CAIRO — The Arab League’s sharp internal divisions over how hard to push for regime change in Syria are hampering its ability to lead negotiations toward resolving the crisis, analysts said Monday.

The United Nations is looking to the Arab League to lead talks on the next international step to address the bloody, nearly year-old uprising against Syrian President Bashar Assad.

So far, however, the Arab envoys hardly make a united front, and those internal rifts make it unlikely that the group can press forward on demands for tougher sanctions on Syria before the U.N. Security Council, where Russia and China earlier this month vetoed a resolution condemning Assad’s violent crackdown.

“There are now three classifications of Arab states: those that are pro-democracy (revolutionaries), those that support democratic reforms and the rest who aren’t happy with any changes,” said Ziad Akl, a political analyst and professor at the American University in Cairo. “This dynamic movement never before existed in the Arab League, and it explains its reaction toward Syria.”

The Arab League’s division comes as two key events play out this week.

On Friday, Tunisia will host the first “Friends of Syria” gathering, which is expected to draw representatives from the United States and its European and Arab allies to plot their next move. It’s billed as an important counterweight to the vetoes from Russia and China.

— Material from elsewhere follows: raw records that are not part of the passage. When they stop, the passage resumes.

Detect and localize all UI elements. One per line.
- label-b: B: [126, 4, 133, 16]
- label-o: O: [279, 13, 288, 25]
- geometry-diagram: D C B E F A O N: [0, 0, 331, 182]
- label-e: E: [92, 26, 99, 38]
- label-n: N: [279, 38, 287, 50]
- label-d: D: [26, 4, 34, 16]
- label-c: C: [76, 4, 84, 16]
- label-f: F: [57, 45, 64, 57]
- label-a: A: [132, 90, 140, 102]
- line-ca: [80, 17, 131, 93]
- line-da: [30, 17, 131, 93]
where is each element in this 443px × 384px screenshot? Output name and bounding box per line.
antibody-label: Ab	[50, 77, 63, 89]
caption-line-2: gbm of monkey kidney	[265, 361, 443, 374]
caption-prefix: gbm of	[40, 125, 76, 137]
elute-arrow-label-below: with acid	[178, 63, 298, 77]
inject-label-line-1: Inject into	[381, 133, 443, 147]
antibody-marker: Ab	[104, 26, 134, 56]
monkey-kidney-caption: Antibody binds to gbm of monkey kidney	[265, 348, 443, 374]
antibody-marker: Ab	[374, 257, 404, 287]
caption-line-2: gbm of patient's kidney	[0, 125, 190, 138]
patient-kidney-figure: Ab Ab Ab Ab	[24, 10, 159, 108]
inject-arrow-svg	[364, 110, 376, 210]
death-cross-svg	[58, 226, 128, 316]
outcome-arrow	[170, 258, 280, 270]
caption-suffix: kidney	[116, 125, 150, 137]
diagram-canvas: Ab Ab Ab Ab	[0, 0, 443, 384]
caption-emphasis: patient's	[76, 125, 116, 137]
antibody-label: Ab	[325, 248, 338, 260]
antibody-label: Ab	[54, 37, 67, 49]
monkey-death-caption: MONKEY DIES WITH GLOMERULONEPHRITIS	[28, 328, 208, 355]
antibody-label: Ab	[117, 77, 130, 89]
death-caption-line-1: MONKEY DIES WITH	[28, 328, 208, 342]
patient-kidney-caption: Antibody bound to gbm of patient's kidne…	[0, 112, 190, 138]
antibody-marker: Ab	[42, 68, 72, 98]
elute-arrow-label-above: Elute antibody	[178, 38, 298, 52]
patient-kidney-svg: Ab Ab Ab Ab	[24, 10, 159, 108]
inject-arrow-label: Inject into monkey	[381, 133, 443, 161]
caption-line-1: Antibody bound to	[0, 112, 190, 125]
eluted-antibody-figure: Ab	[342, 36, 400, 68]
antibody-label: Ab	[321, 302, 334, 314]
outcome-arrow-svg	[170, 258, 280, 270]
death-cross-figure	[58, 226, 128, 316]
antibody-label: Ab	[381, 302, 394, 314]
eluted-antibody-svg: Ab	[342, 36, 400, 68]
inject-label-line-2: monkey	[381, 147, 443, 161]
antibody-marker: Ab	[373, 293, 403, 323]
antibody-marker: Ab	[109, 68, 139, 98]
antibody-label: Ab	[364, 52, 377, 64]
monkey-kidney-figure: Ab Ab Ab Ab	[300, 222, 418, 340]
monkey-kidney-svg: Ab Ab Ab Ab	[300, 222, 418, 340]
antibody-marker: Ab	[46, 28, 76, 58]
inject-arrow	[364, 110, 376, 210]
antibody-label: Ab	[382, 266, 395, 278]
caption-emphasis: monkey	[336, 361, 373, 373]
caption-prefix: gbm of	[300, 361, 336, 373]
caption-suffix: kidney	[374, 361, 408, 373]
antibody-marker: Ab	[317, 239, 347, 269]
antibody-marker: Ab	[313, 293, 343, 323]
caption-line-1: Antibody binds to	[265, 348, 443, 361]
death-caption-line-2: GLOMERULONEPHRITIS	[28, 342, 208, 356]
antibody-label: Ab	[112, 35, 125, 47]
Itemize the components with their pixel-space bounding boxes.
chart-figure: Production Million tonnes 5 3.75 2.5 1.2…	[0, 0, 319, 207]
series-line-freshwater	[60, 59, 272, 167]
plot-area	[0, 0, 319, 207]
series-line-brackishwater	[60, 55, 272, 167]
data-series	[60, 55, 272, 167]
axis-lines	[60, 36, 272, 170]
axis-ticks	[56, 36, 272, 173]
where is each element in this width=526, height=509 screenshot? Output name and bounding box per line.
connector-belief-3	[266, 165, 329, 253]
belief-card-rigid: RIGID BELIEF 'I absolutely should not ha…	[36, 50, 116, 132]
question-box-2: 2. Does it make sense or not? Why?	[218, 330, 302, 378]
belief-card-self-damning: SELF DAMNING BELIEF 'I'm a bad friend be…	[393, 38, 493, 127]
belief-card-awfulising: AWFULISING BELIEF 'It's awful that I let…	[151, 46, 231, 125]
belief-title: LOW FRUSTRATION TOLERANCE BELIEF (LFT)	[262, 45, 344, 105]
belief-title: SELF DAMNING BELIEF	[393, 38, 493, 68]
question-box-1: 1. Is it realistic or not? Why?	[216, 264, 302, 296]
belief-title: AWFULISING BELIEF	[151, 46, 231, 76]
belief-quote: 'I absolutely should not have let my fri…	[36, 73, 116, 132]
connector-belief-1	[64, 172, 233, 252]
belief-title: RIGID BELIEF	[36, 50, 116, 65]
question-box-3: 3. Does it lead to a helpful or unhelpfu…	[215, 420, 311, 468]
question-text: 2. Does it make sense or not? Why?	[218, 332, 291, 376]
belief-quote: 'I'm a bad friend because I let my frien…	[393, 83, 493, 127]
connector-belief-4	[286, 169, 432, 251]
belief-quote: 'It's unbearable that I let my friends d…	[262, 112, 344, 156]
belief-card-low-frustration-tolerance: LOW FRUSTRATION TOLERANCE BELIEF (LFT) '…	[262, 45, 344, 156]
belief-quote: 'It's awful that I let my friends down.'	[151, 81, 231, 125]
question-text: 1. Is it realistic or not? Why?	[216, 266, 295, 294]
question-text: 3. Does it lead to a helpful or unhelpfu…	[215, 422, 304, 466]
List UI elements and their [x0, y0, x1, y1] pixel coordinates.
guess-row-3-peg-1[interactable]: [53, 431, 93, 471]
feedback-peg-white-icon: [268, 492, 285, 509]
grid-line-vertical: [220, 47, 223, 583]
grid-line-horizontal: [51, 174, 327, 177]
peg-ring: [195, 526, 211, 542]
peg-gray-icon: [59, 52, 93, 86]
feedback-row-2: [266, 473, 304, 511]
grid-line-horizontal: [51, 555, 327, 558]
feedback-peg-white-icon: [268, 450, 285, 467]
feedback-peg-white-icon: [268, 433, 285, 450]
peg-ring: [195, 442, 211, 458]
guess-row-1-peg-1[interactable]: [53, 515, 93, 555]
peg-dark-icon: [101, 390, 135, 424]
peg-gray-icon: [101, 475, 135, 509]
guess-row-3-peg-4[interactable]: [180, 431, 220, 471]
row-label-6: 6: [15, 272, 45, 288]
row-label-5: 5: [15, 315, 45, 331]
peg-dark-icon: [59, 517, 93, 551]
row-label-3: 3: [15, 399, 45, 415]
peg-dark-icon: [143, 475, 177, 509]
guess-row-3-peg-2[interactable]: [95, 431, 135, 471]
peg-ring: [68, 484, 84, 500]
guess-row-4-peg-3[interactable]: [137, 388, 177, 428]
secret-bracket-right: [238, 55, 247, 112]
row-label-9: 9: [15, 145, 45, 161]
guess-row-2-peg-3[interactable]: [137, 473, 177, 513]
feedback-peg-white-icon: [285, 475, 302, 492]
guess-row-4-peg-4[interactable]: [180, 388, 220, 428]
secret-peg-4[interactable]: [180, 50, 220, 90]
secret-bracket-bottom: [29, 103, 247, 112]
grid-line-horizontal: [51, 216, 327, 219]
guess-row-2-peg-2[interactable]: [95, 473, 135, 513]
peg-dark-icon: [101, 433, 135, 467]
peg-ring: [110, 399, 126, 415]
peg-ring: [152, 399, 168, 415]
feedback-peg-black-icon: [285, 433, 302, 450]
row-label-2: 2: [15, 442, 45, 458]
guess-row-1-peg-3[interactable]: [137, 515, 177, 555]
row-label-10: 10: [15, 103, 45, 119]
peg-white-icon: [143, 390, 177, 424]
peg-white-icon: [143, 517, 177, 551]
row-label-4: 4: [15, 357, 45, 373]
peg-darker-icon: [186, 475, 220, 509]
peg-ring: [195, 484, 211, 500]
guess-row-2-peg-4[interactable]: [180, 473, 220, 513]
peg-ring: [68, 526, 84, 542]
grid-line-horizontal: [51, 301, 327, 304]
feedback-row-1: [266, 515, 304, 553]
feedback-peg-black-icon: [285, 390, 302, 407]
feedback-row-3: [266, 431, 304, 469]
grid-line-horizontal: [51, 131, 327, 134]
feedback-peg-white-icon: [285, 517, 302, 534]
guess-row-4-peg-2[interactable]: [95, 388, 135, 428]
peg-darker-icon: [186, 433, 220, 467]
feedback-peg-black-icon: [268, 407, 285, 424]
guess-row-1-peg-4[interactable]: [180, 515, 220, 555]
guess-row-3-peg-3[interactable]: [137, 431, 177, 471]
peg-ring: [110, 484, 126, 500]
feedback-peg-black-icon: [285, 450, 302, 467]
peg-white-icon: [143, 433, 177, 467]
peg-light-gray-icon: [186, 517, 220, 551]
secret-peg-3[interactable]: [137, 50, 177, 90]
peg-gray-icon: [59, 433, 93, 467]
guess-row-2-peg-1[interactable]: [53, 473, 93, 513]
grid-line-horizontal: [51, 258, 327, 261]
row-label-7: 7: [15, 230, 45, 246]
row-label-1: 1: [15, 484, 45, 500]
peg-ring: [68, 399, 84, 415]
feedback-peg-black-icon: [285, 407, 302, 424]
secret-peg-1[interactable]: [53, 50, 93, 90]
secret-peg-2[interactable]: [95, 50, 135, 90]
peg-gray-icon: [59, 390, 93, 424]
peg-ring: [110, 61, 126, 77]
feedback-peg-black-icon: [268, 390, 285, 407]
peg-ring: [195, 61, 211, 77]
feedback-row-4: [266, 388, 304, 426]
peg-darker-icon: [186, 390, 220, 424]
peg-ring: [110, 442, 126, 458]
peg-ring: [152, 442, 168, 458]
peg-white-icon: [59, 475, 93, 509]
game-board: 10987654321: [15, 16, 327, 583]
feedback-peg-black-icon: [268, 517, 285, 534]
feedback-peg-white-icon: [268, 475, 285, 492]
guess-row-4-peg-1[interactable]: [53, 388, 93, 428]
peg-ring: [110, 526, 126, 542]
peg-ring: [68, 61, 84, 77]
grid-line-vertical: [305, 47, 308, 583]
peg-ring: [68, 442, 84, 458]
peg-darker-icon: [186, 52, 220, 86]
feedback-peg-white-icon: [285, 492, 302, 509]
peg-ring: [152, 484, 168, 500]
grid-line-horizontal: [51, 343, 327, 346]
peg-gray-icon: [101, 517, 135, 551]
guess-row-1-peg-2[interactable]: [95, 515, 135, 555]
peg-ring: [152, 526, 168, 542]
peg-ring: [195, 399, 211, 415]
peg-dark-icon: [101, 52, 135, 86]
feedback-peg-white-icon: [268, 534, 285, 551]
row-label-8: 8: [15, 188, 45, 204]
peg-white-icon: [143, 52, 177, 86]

Then on Sunday, Assad’s regime will hold a nationwide referendum on a new constitution. Syrian opponents to Assad and their Arab supporters, mainly the Persian Gulf states and transitional nations such as Tunisia and Libya, consider the vote a feeble attempt to appease the public and buy a little more time for a president whose immediate ouster has been demanded by much of the world.

But the referendum also might provide a few Arab nations — Algeria, Lebanon and Iraq, for instance — with the evidence they need to argue that Assad is serious about reforming and allow them to back off from supporting an increasingly armed opposition movement about which little is known.

Those countries have said they’re unhappy with the violence against demonstrators, but they have yet to recall their ambassadors from Damascus, seek U.N. peacekeepers or join the calls for Assad to step down.